Ports handle less cargo in first four months

Alan Peat BOTH THE total tonnages of cargo and the number of containers passing through the SA harbours have fallen in the first four months of this year, compared to the same period in 2000. The tonnage fell by a mere half a percent, however, from 53 475 814-tons to 53 238 782-t. Number of boxes meantime - expressed in TEUs (twenty foot equivalent units) - decreased by 12.6% to 602 651 TEUs for the first third of this year. Talking cargo totals, however, it is probably better to view the total for Òfull boxesÓ - which reads as a 15% decline to 465 967 TEUs. The tonnage of containerised cargo dropped by 17.5% to a total of 7 608 258-t. Of these container figures, deepsea traffic (imports and exports) contributed 348 062 TEUs - down 14.2% on last year. In tons carried, the deepsea import and export boxes totalled 6 374 602-t - some 17.5% down. This can be broken down further into imports and exports - where it can be noted that while both have declined this year, imports have decreased at a faster rate than exports. The 159 384 incoming ÒfullÓ deepsea TEUs in the first four months of the year was down by 21% on the same period last year. The total tonnage of containerised imports - at 3 358 014-t - was 22.6% down.The 188 678 TEUs shipped this year was down 7.5% - while the 3 016 588-t of cargo they contained was 11% down on last yearÕs total. Bulk cargo increased - a slim gain of 3.2% to a total tonnage of 38 357 101-t, of which SA export cargo amounted to over 36-million tons. This almost all from the more than 27-m tons exported from Richards Bay (mostly coal); and the 7.3-m tons of iron ore shipped out through Saldanha Bay. Breakbulak also fared better, but again only by a mere 2.5% to a 6 043 652-t total. Durban is still the main general port by a good couple of lengths - handling just under 9.8-m tons of cargo, and a total of 373 963 TEUs in the January-to-April period.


Task brief
Write only the number of lines in the data that include the word "this".

Supplied information
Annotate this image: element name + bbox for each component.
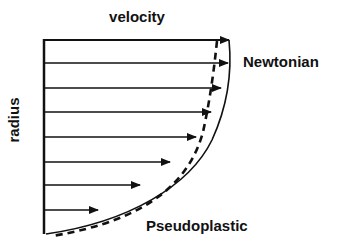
y-axis-label: radius <box>5 97 22 142</box>
pseudoplastic-label: Pseudoplastic <box>146 217 248 234</box>
newtonian-label: Newtonian <box>243 53 319 70</box>
pseudoplastic-profile-curve <box>52 41 217 236</box>
velocity-profile-diagram: velocity radius Newtonian Pseudoplastic <box>0 0 357 241</box>
x-axis-label: velocity <box>109 8 166 25</box>
velocity-arrows <box>44 40 229 210</box>
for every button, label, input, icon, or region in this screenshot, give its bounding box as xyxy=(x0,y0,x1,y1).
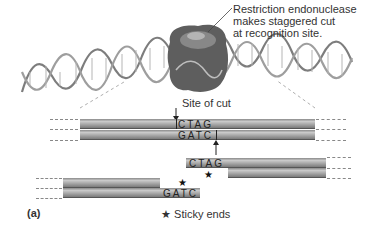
left-overhang-sequence: GATC xyxy=(163,189,198,199)
enzyme-label-line-3: at recognition site. xyxy=(233,27,357,39)
dna-continuation-dash xyxy=(50,129,78,130)
dna-continuation-dash xyxy=(316,140,346,141)
dna-continuation-dash xyxy=(327,157,351,158)
legend: ★ Sticky ends xyxy=(161,208,230,220)
right-fragment-bottom-strand xyxy=(228,168,326,178)
sticky-end-star-icon: ★ xyxy=(204,170,213,180)
star-icon: ★ xyxy=(161,208,171,220)
legend-text: Sticky ends xyxy=(174,208,230,220)
intact-top-sequence: CTAG xyxy=(178,120,213,130)
dna-continuation-dash xyxy=(316,119,346,120)
dna-continuation-dash xyxy=(50,140,78,141)
dna-continuation-dash xyxy=(36,178,62,179)
enzyme-label-line-2: makes staggered cut xyxy=(233,15,357,27)
site-of-cut-label: Site of cut xyxy=(182,97,231,109)
cut-arrow-up-icon xyxy=(212,139,220,155)
dna-continuation-dash xyxy=(327,168,351,169)
enzyme-label: Restriction endonuclease makes staggered… xyxy=(233,3,357,39)
sticky-end-star-icon: ★ xyxy=(178,178,187,188)
dna-continuation-dash xyxy=(36,198,62,199)
dna-continuation-dash xyxy=(50,119,78,120)
dna-continuation-dash xyxy=(316,129,346,130)
dna-continuation-dash xyxy=(36,188,62,189)
right-overhang-sequence: CTAG xyxy=(189,159,224,169)
panel-label: (a) xyxy=(27,207,40,219)
dna-continuation-dash xyxy=(327,178,351,179)
intact-bottom-sequence: GATC xyxy=(178,131,213,141)
restriction-enzyme-blob xyxy=(168,25,228,92)
enzyme-label-line-1: Restriction endonuclease xyxy=(233,3,357,15)
top-cut-line xyxy=(176,119,177,129)
left-fragment-top-strand xyxy=(63,178,160,188)
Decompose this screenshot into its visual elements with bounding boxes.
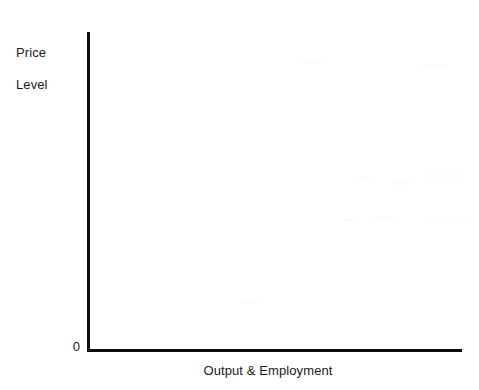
y-axis-label-line-2: Level — [16, 77, 48, 93]
scan-artifact-mark — [418, 64, 448, 68]
x-axis-line — [87, 349, 462, 352]
x-axis-label: Output & Employment — [88, 363, 448, 379]
scan-artifact-mark — [392, 181, 412, 185]
origin-label: 0 — [66, 339, 80, 354]
scan-artifact-overlay — [0, 0, 479, 390]
y-axis-line — [87, 32, 90, 352]
scan-artifact-mark — [240, 300, 258, 304]
y-axis-label: Price Level — [16, 29, 48, 109]
scan-artifact-mark — [356, 176, 370, 180]
y-axis-label-line-1: Price — [16, 45, 48, 61]
economics-axes-figure: Price Level 0 Output & Employment — [0, 0, 479, 390]
scan-artifact-mark — [344, 218, 354, 222]
scan-artifact-mark — [300, 60, 326, 64]
scan-artifact-mark — [424, 219, 466, 223]
scan-artifact-mark — [374, 216, 396, 220]
scan-artifact-mark — [428, 174, 462, 178]
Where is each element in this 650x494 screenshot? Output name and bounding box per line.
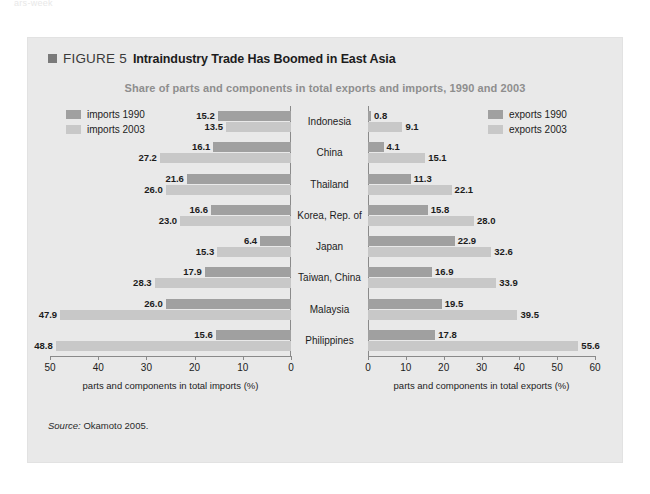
bar-value-label: 4.1 (387, 142, 400, 152)
tick-label: 0 (288, 362, 294, 373)
bar (368, 153, 425, 163)
bar (155, 278, 291, 288)
tick-label: 40 (93, 362, 104, 373)
bar-value-label: 22.1 (455, 185, 474, 195)
tick-mark (195, 356, 196, 360)
bar (368, 174, 411, 184)
bar (368, 142, 384, 152)
bar-group: 6.415.3 (50, 231, 291, 262)
bar-group: 16.127.2 (50, 137, 291, 168)
bar-value-label: 15.3 (196, 247, 215, 257)
bar-group: 16.933.9 (368, 262, 595, 293)
tick-mark (368, 356, 369, 360)
bar-group: 17.855.6 (368, 325, 595, 356)
bar-group: 4.115.1 (368, 137, 595, 168)
bar (160, 153, 291, 163)
tick-mark (482, 356, 483, 360)
tick-mark (519, 356, 520, 360)
bar-group: 11.322.1 (368, 169, 595, 200)
bar-value-label: 32.6 (494, 247, 513, 257)
tick-mark (50, 356, 51, 360)
value-axis-title: parts and components in total imports (%… (50, 380, 291, 391)
category-label: Malaysia (291, 294, 368, 325)
bar (368, 111, 371, 121)
bar-value-label: 23.0 (159, 216, 178, 226)
bar (368, 267, 432, 277)
bar-group: 19.539.5 (368, 294, 595, 325)
chart-panel-exports: 0.89.14.115.111.322.115.828.022.932.616.… (368, 106, 595, 356)
bar-value-label: 0.8 (374, 111, 387, 121)
bar-value-label: 15.8 (431, 205, 450, 215)
value-axis-ticks: 0102030405060 (368, 356, 595, 378)
bar-value-label: 16.1 (192, 142, 211, 152)
bar (368, 185, 452, 195)
bar-value-label: 26.0 (144, 185, 163, 195)
tick-mark (291, 356, 292, 360)
bar-value-label: 19.5 (445, 299, 464, 309)
tick-label: 0 (365, 362, 371, 373)
tick-mark (243, 356, 244, 360)
bar-value-label: 17.9 (183, 267, 202, 277)
bar-value-label: 17.8 (438, 330, 457, 340)
bar-value-label: 33.9 (499, 278, 518, 288)
bar-value-label: 47.9 (39, 310, 58, 320)
bar-group: 15.648.8 (50, 325, 291, 356)
bar-value-label: 28.0 (477, 216, 496, 226)
bar-group: 17.928.3 (50, 262, 291, 293)
bar-group: 16.623.0 (50, 200, 291, 231)
figure-title: Intraindustry Trade Has Boomed in East A… (133, 52, 396, 66)
category-label: Japan (291, 231, 368, 262)
category-label: Taiwan, China (291, 262, 368, 293)
tick-label: 50 (44, 362, 55, 373)
bar-value-label: 16.6 (190, 205, 209, 215)
bar-value-label: 39.5 (520, 310, 539, 320)
bar-group: 0.89.1 (368, 106, 595, 137)
bar (368, 122, 402, 132)
bar (368, 247, 491, 257)
figure-number-label: FIGURE 5 (63, 51, 127, 66)
bar-value-label: 11.3 (414, 174, 432, 184)
source-note: Source: Okamoto 2005. (48, 420, 148, 431)
chart-panel-imports: 15.213.516.127.221.626.016.623.06.415.31… (50, 106, 291, 356)
bar (368, 330, 435, 340)
bar (260, 236, 291, 246)
tick-label: 20 (189, 362, 200, 373)
category-label: Indonesia (291, 106, 368, 137)
bar-value-label: 15.6 (194, 330, 213, 340)
page-bleed-text: ars-week (14, 0, 53, 8)
tick-label: 60 (589, 362, 600, 373)
bar (368, 236, 455, 246)
bar (166, 299, 291, 309)
tick-label: 20 (438, 362, 449, 373)
category-label: Thailand (291, 169, 368, 200)
bar (187, 174, 291, 184)
tick-label: 30 (476, 362, 487, 373)
plot-area: 15.213.516.127.221.626.016.623.06.415.31… (28, 106, 622, 396)
bar-value-label: 55.6 (581, 341, 600, 351)
bar (60, 310, 291, 320)
bar-value-label: 21.6 (165, 174, 184, 184)
tick-label: 10 (237, 362, 248, 373)
category-label: Korea, Rep. of (291, 200, 368, 231)
source-label: Source: (48, 420, 81, 431)
category-label: Philippines (291, 325, 368, 356)
tick-label: 50 (552, 362, 563, 373)
bar-value-label: 16.9 (435, 267, 454, 277)
value-axis-title: parts and components in total exports (%… (368, 380, 595, 391)
bar-group: 22.932.6 (368, 231, 595, 262)
value-axis-ticks: 50403020100 (50, 356, 291, 378)
bar (166, 185, 291, 195)
bar (56, 341, 291, 351)
bar-value-label: 48.8 (34, 341, 53, 351)
bar-value-label: 9.1 (405, 122, 418, 132)
bar (213, 142, 291, 152)
figure-bullet-icon (48, 54, 57, 63)
bar (368, 205, 428, 215)
category-label: China (291, 137, 368, 168)
bar (368, 299, 442, 309)
tick-mark (406, 356, 407, 360)
figure-panel: FIGURE 5 Intraindustry Trade Has Boomed … (28, 38, 622, 462)
bar-group: 15.213.5 (50, 106, 291, 137)
bar (226, 122, 291, 132)
bar-value-label: 15.2 (196, 111, 215, 121)
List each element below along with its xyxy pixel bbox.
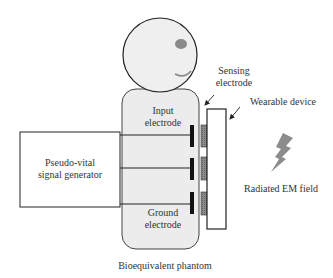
sensing-electrode-label-line2: electrode <box>208 77 260 89</box>
signal-generator-label-line2: signal generator <box>20 169 120 181</box>
wearable-device-label: Wearable device <box>243 96 323 108</box>
diagram-svg <box>0 0 333 278</box>
ground-electrode-label-line1: Ground <box>137 207 189 219</box>
wearable-device-box <box>207 109 226 229</box>
wearable-device-arrow <box>230 107 240 119</box>
input-electrode-label: Input electrode <box>138 105 188 129</box>
lightning-bolt-icon <box>271 133 293 172</box>
eye-icon <box>175 39 187 49</box>
sensing-electrode-label-line1: Sensing <box>208 65 260 77</box>
input-electrode-label-line1: Input <box>138 105 188 117</box>
sensing-electrode-arrow <box>205 95 214 105</box>
phantom-label: Bioequivalent phantom <box>110 260 220 272</box>
ground-electrode-label-line2: electrode <box>137 219 189 231</box>
signal-generator-label-line1: Pseudo-vital <box>20 157 120 169</box>
diagram-canvas: Sensing electrode Wearable device Input … <box>0 0 333 278</box>
wearable-device-label-text: Wearable device <box>250 96 316 107</box>
ground-electrode <box>190 192 194 214</box>
sensing-electrode-label: Sensing electrode <box>208 65 260 89</box>
phantom-head <box>123 18 197 92</box>
input-electrode-label-line2: electrode <box>138 117 188 129</box>
ground-electrode-label: Ground electrode <box>137 207 189 231</box>
signal-generator-label: Pseudo-vital signal generator <box>20 157 120 181</box>
middle-electrode <box>190 158 194 180</box>
sensing-pad-2 <box>201 157 207 180</box>
phantom-label-text: Bioequivalent phantom <box>118 260 212 271</box>
radiated-em-field-label-text: Radiated EM field <box>244 183 318 194</box>
sensing-pad-3 <box>201 192 207 215</box>
radiated-em-field-label: Radiated EM field <box>236 183 326 195</box>
sensing-pad-1 <box>201 125 207 147</box>
input-electrode <box>190 125 194 147</box>
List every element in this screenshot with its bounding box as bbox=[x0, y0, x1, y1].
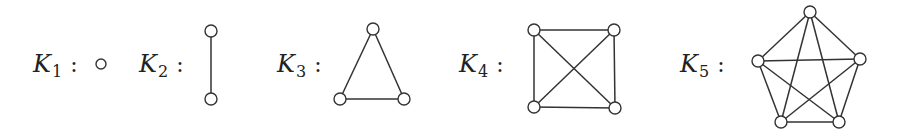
label-letter: K bbox=[276, 50, 297, 78]
vertex-node bbox=[804, 6, 816, 18]
graph-edge bbox=[373, 29, 404, 99]
graph-label: K3: bbox=[276, 50, 322, 81]
label-subscript: 2 bbox=[158, 62, 168, 81]
label-subscript: 4 bbox=[478, 62, 488, 81]
graph-k2: K2: bbox=[138, 25, 217, 105]
vertex-node bbox=[752, 55, 764, 67]
complete-graphs-diagram: K1:K2:K3:K4:K5: bbox=[0, 0, 903, 137]
vertex-node bbox=[854, 53, 866, 65]
graph-k5: K5: bbox=[679, 6, 866, 128]
label-colon: : bbox=[176, 52, 183, 77]
graph-label: K5: bbox=[679, 50, 725, 81]
graph-edge bbox=[534, 107, 615, 108]
vertex-node bbox=[608, 24, 620, 36]
label-letter: K bbox=[138, 50, 159, 78]
graph-edge bbox=[781, 12, 810, 122]
vertex-node bbox=[367, 23, 379, 35]
graph-k3: K3: bbox=[276, 23, 410, 105]
label-colon: : bbox=[717, 52, 724, 77]
label-colon: : bbox=[70, 52, 77, 77]
graph-edge bbox=[810, 12, 860, 59]
vertex-node bbox=[205, 93, 217, 105]
graph-edge bbox=[758, 59, 860, 61]
graph-k4: K4: bbox=[458, 24, 621, 114]
vertex-node bbox=[205, 25, 217, 37]
vertex-node bbox=[609, 102, 621, 114]
graph-label: K1: bbox=[32, 50, 78, 81]
vertex-node bbox=[96, 59, 106, 69]
graph-edge bbox=[758, 12, 810, 61]
vertex-node bbox=[528, 101, 540, 113]
label-subscript: 5 bbox=[699, 62, 709, 81]
label-colon: : bbox=[314, 52, 321, 77]
label-letter: K bbox=[679, 50, 700, 78]
label-subscript: 3 bbox=[296, 62, 306, 81]
graph-edge bbox=[839, 59, 860, 122]
graph-edge bbox=[614, 30, 615, 108]
label-colon: : bbox=[496, 52, 503, 77]
vertex-node bbox=[334, 93, 346, 105]
graph-label: K4: bbox=[458, 50, 504, 81]
graph-label: K2: bbox=[138, 50, 184, 81]
graph-edge bbox=[810, 12, 839, 122]
label-subscript: 1 bbox=[52, 62, 62, 81]
graph-edge bbox=[340, 29, 373, 99]
graph-k1: K1: bbox=[32, 50, 106, 81]
vertex-node bbox=[398, 93, 410, 105]
label-letter: K bbox=[458, 50, 479, 78]
graph-edge bbox=[781, 59, 860, 122]
vertex-node bbox=[833, 116, 845, 128]
vertex-node bbox=[775, 116, 787, 128]
vertex-node bbox=[528, 24, 540, 36]
label-letter: K bbox=[32, 50, 53, 78]
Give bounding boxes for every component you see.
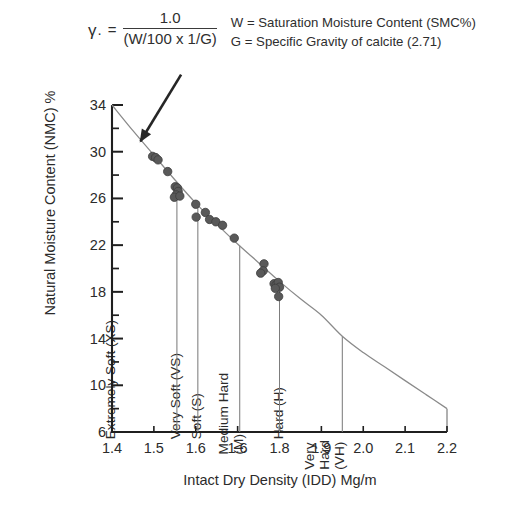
plot-area <box>0 0 523 510</box>
chart-figure: γ. = 1.0 (W/100 x 1/G) W = Saturation Mo… <box>0 0 523 510</box>
data-point <box>271 284 279 292</box>
band-dividers <box>177 182 342 432</box>
data-point <box>176 192 184 200</box>
data-point <box>192 213 200 221</box>
annotation-arrow <box>140 75 181 143</box>
data-point <box>163 167 171 175</box>
data-point <box>218 221 226 229</box>
data-point <box>154 156 162 164</box>
data-point <box>256 269 264 277</box>
data-point <box>274 292 282 300</box>
data-points <box>148 152 283 301</box>
data-point <box>192 200 200 208</box>
data-point <box>230 234 238 242</box>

Your solution
5